INPUT ::
== == ==
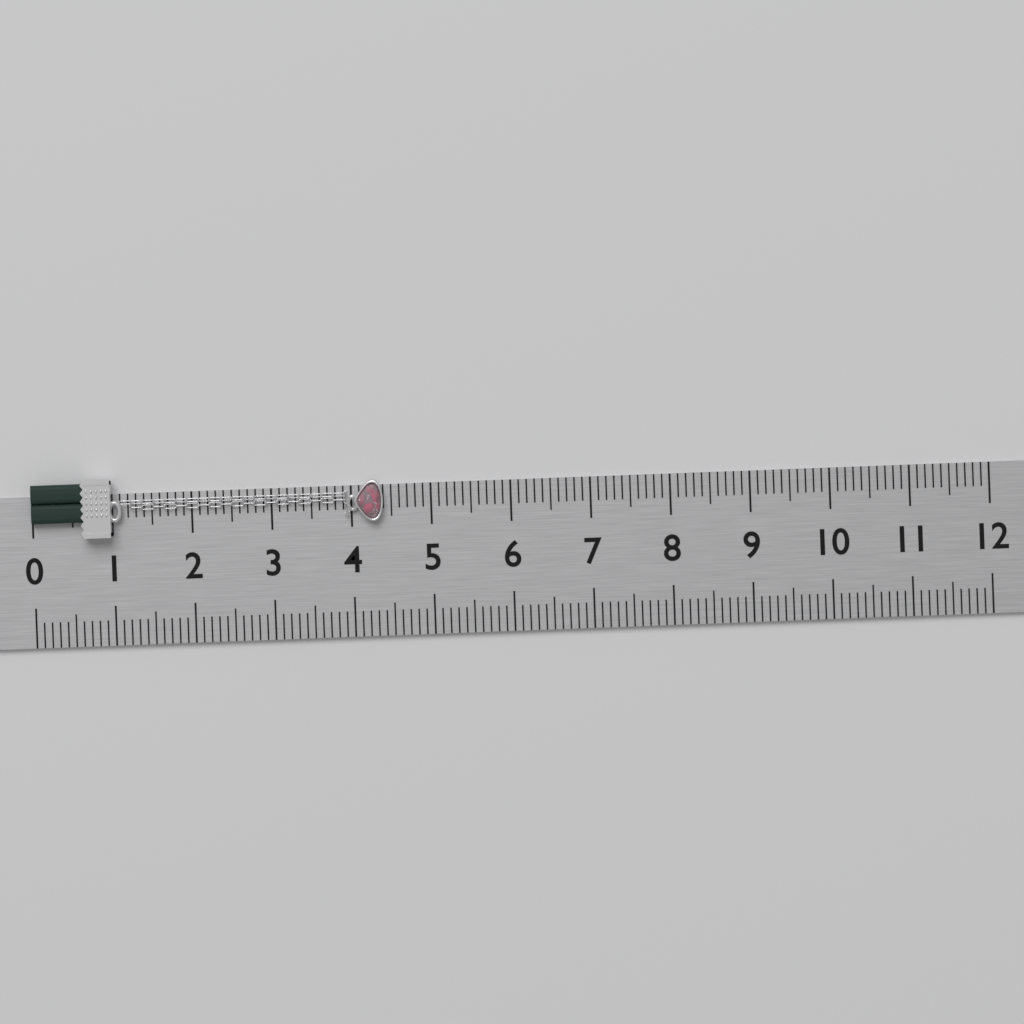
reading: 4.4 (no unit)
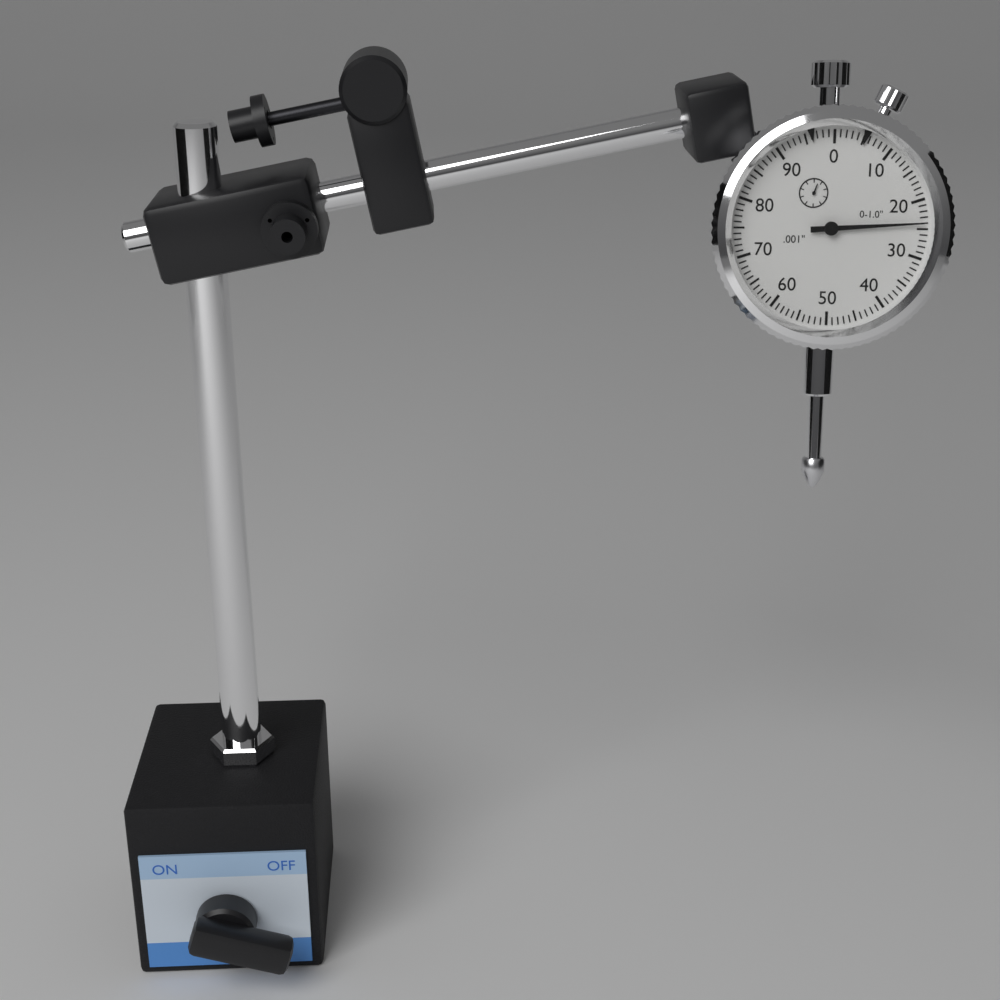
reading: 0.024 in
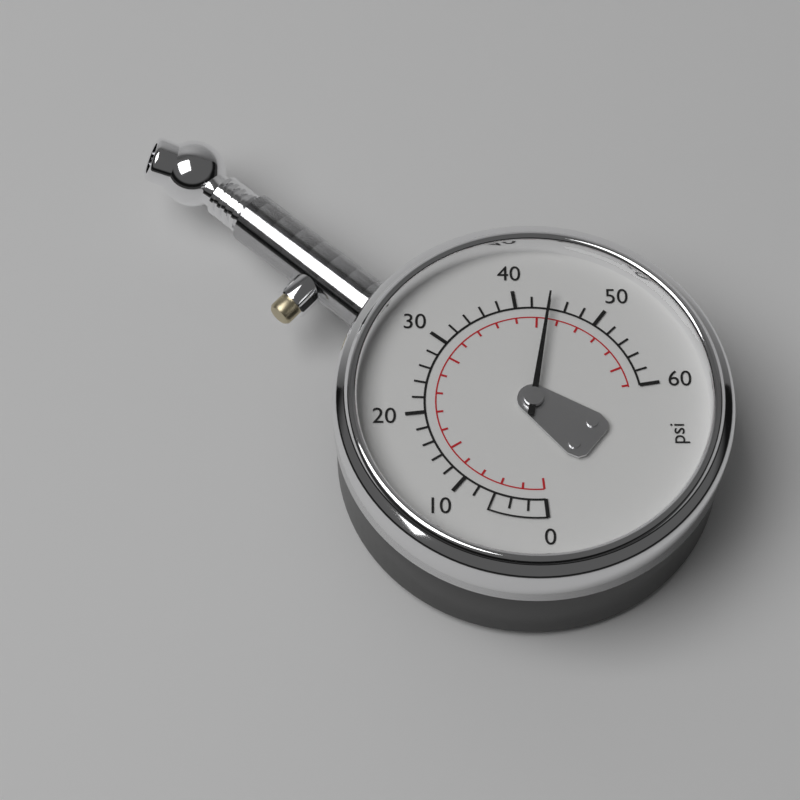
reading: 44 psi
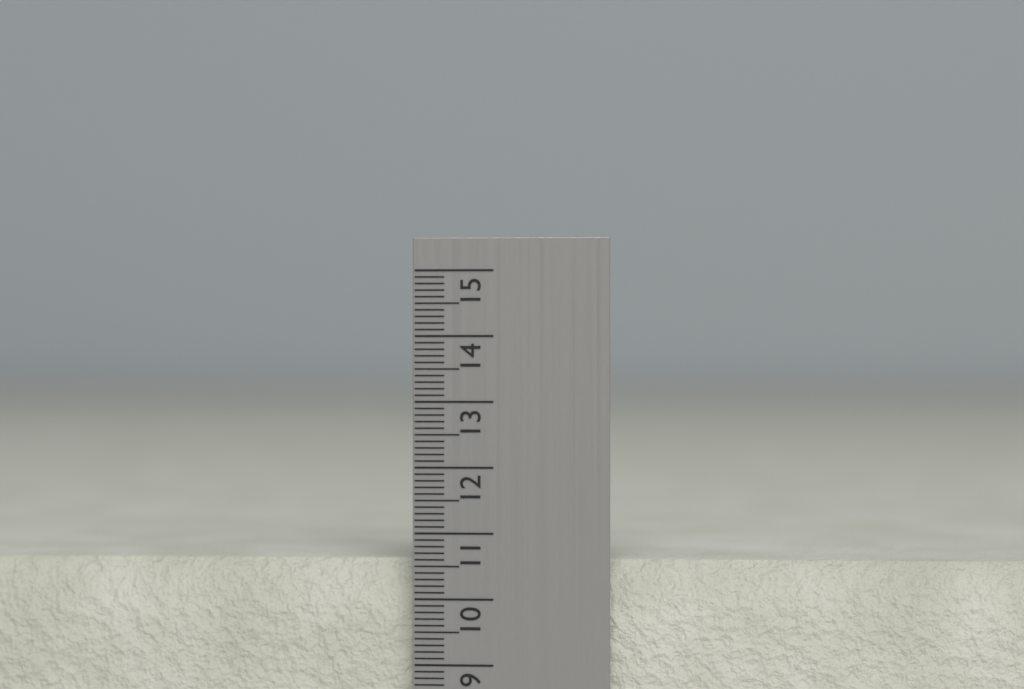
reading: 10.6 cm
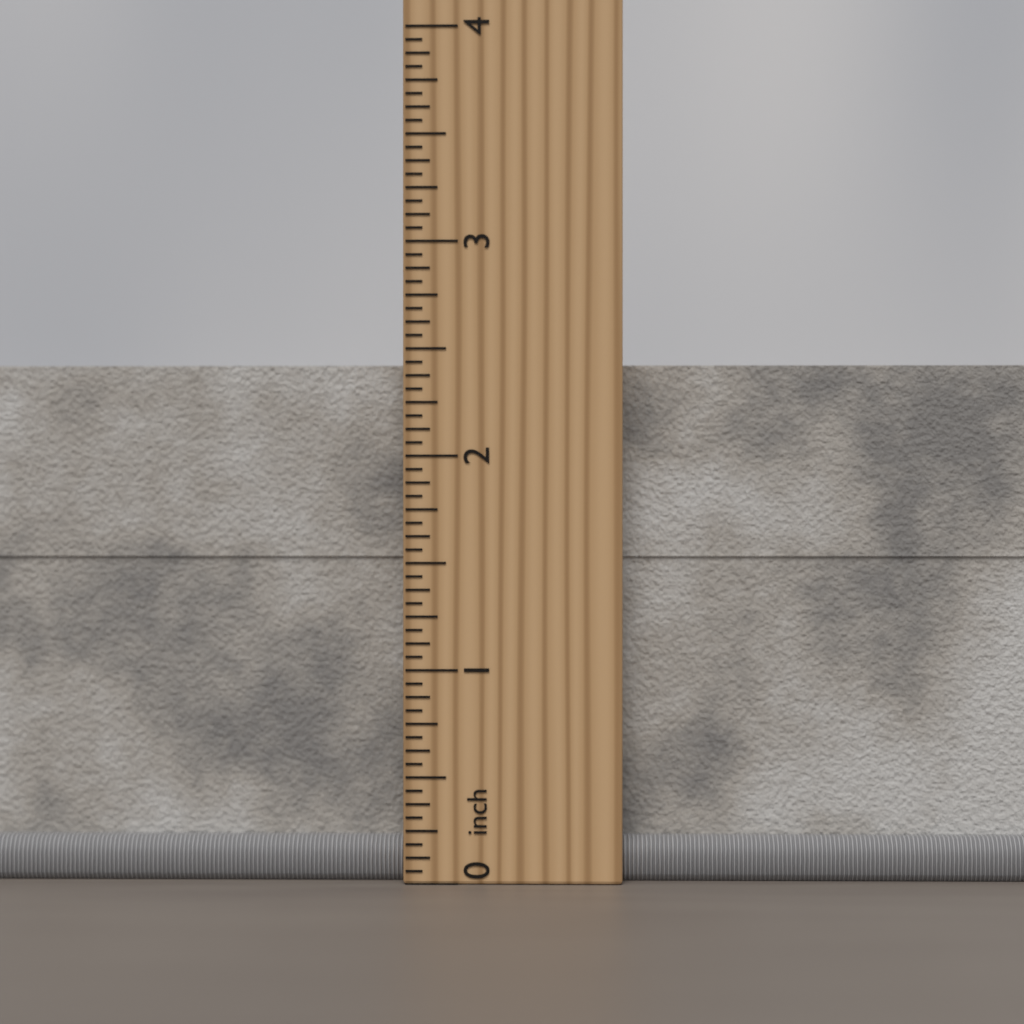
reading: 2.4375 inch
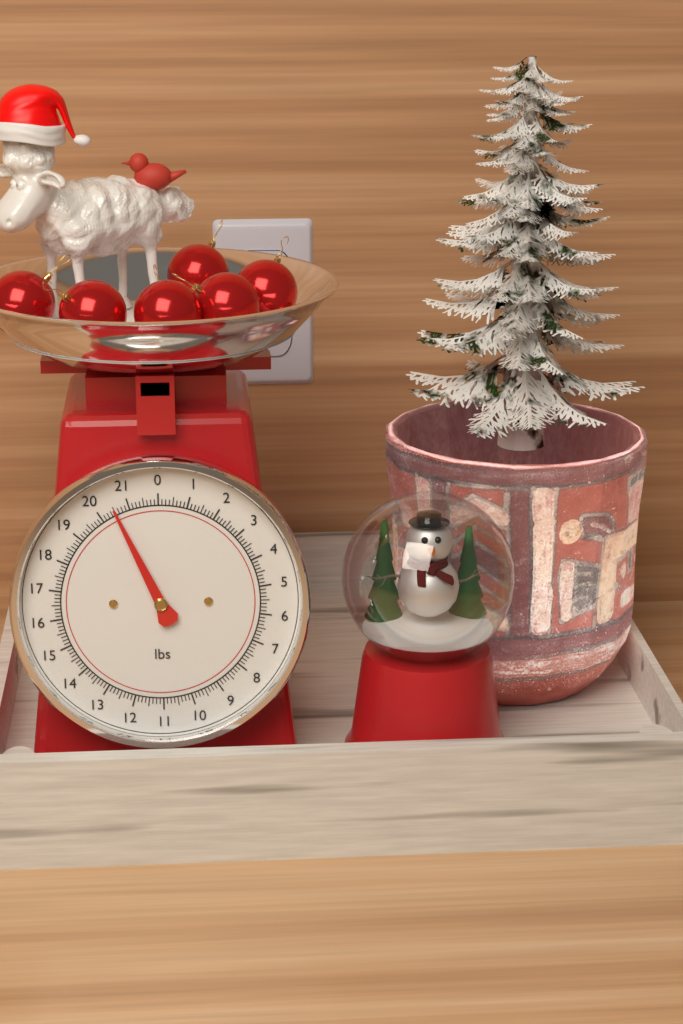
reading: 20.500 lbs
== == ==
Skipping any images, write out all the data exactly.

SOLUTION TO THIS PROBLEM ::
reading: 4.4 (no unit)
reading: 0.024 in
reading: 44 psi
reading: 10.6 cm
reading: 2.4375 inch
reading: 20.500 lbs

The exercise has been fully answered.